Water and energy are deeply interconnected in IT equipment production. Manufacturing electronics requires enormous quantities of both, and the relationship between them creates compounding environmental impacts. Understanding this water-energy nexus helps organisations appreciate the full environmental cost of IT procurement and strengthens the case for lifecycle extension, refurbishment, and circular approaches that reduce demand for new manufacturing.
What the Water-Energy Nexus Means
The water-energy nexus describes the bidirectional relationship between water use and energy consumption. Producing energy requires water (for cooling power plants, processing fuels, and generating hydroelectricity). And producing, treating, and distributing water requires energy (for pumping, purification, heating, and desalination). In IT equipment production, both sides of this nexus are significant.
Water for Energy in Manufacturing
The energy consumed in electronics manufacturing comes primarily from electricity, and electricity generation is one of the world’s largest industrial water users. Thermal power plants (coal, gas, and nuclear) use water for cooling, consuming or evaporating large volumes in the process. A coal-fired power plant might use 1.5 to 2.0 litres of water per kilowatt-hour generated.
Semiconductor fabrication, the most energy-intensive stage of electronics manufacturing, is heavily concentrated in regions that depend on thermal electricity generation. Taiwan, South Korea, and parts of China, which together manufacture the majority of the world’s semiconductors, use significant thermal generation in their electricity mix. This means the electricity consumed by chip fabs carries a substantial indirect water footprint from power generation.
Energy for Water in Manufacturing
On the other side of the nexus, the ultra-pure water used in semiconductor fabrication requires significant energy to produce. The purification process involves multiple stages of filtration, deionisation, UV treatment, and degasification, each consuming electricity. Producing ultra-pure water typically requires 3 to 10 kWh per thousand litres, depending on the source water quality and the purity level required.
Additionally, wastewater from manufacturing must be treated before discharge, which requires further energy for chemical treatment, biological processes, and sludge management. Some fabs generate large volumes of chemical-laden wastewater that requires energy-intensive advanced treatment.
Climate Change and the Nexus
Climate change adds another dimension to the water-energy nexus in electronics manufacturing.
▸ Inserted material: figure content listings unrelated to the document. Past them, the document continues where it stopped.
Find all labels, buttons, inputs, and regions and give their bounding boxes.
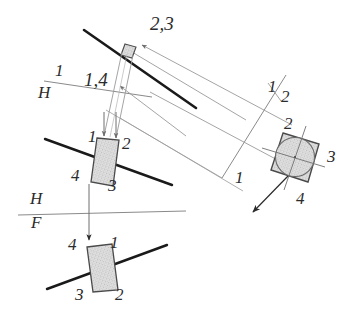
- label-front-plate-p4: 4: [68, 236, 77, 253]
- label-top-plate-p2: 2: [122, 135, 131, 152]
- label-fold-12-left: 1: [235, 169, 244, 186]
- center-point: [294, 156, 296, 158]
- label-aux-edge-points: 1,4: [84, 70, 108, 89]
- label-fold-12-upper: 1: [268, 78, 277, 95]
- label-front-plate-p2: 2: [115, 286, 124, 303]
- label-fold-hf-upper: H: [30, 190, 42, 207]
- projection-band: [120, 45, 300, 172]
- line-of-sight-arrow: [253, 176, 288, 212]
- label-square-p3: 3: [327, 148, 336, 165]
- label-top-plate-p3: 3: [108, 177, 117, 194]
- fold-line-H-F: [18, 211, 186, 215]
- label-top-plate-p1: 1: [88, 128, 97, 145]
- label-square-p2: 2: [284, 115, 293, 132]
- label-fold-12-lower: 2: [281, 88, 290, 105]
- label-fold-1h-upper: 1: [55, 62, 64, 79]
- drawing-canvas: 2,3 1,4 1 H H F 1 2 1 1 2 4 3 4 1 3 2 2 …: [0, 0, 351, 311]
- label-fold-hf-lower: F: [31, 214, 41, 231]
- label-front-plate-p3: 3: [75, 286, 84, 303]
- true-size-square: [262, 126, 325, 190]
- label-top-view-points: 2,3: [150, 14, 174, 33]
- label-fold-1h-lower: H: [38, 84, 50, 101]
- geometry-figure: [0, 0, 351, 311]
- label-front-plate-p1: 1: [110, 234, 119, 251]
- aux-edge-plate: [121, 44, 136, 58]
- aux-sliver-band: [104, 52, 133, 138]
- label-square-p4: 4: [296, 190, 305, 207]
- label-top-plate-p4: 4: [71, 167, 80, 184]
Rising temperatures reduce the efficiency of thermal power generation (warmer cooling water is less effective), increase water demand for cooling at both power plants and manufacturing facilities, increase the risk of water scarcity in key manufacturing regions, and may increase the energy required for water treatment as source water quality degrades.
Several major semiconductor manufacturing regions are already experiencing water stress. Taiwan faced severe droughts in 2021 that forced chip manufacturers to reduce water consumption, with some fabs trucking in water to maintain production. As climate change intensifies, these disruptions are likely to become more frequent, creating supply chain risks for organisations dependent on new IT equipment.
Mining and the Nexus
The water-energy nexus also applies to the mining stage of the IT supply chain. Mining operations are often located in water-scarce regions where energy and water compete for limited resources. Lithium extraction in the Atacama Desert uses enormous quantities of water in one of the driest places on earth. Copper mining in Chile’s Atacama region faces increasing competition between mining water demand and community needs. And rare earth processing is both water and energy intensive, with the chemical processing of ores consuming significant quantities of both.
As ore grades decline and mines go deeper, both water and energy requirements per unit of extracted material increase, amplifying the nexus impact over time.
Implications for IT Lifecycle Decisions
The water-energy nexus reinforces the environmental case for reducing demand for new IT equipment. Every device not manufactured avoids both the direct water and energy consumption of production and the nexus effects where each amplifies the other. Extending equipment lifecycles by even one year reduces the annualised water-energy nexus impact by a meaningful fraction. Purchasing refurbished equipment avoids the vast majority of the manufacturing water-energy footprint. And improving recycling rates reduces the mining water-energy footprint by substituting recycled materials for virgin extraction.
For organisations reporting on their environmental impact, considering the water-energy nexus provides a more complete picture than reporting on either resource in isolation. For guidance on how to measure and report these impacts, see our guide on measuring the environmental impact of IT disposal. For a broader view of the environmental costs of electronics, our guide on the true environmental cost of electronic waste covers the full lifecycle.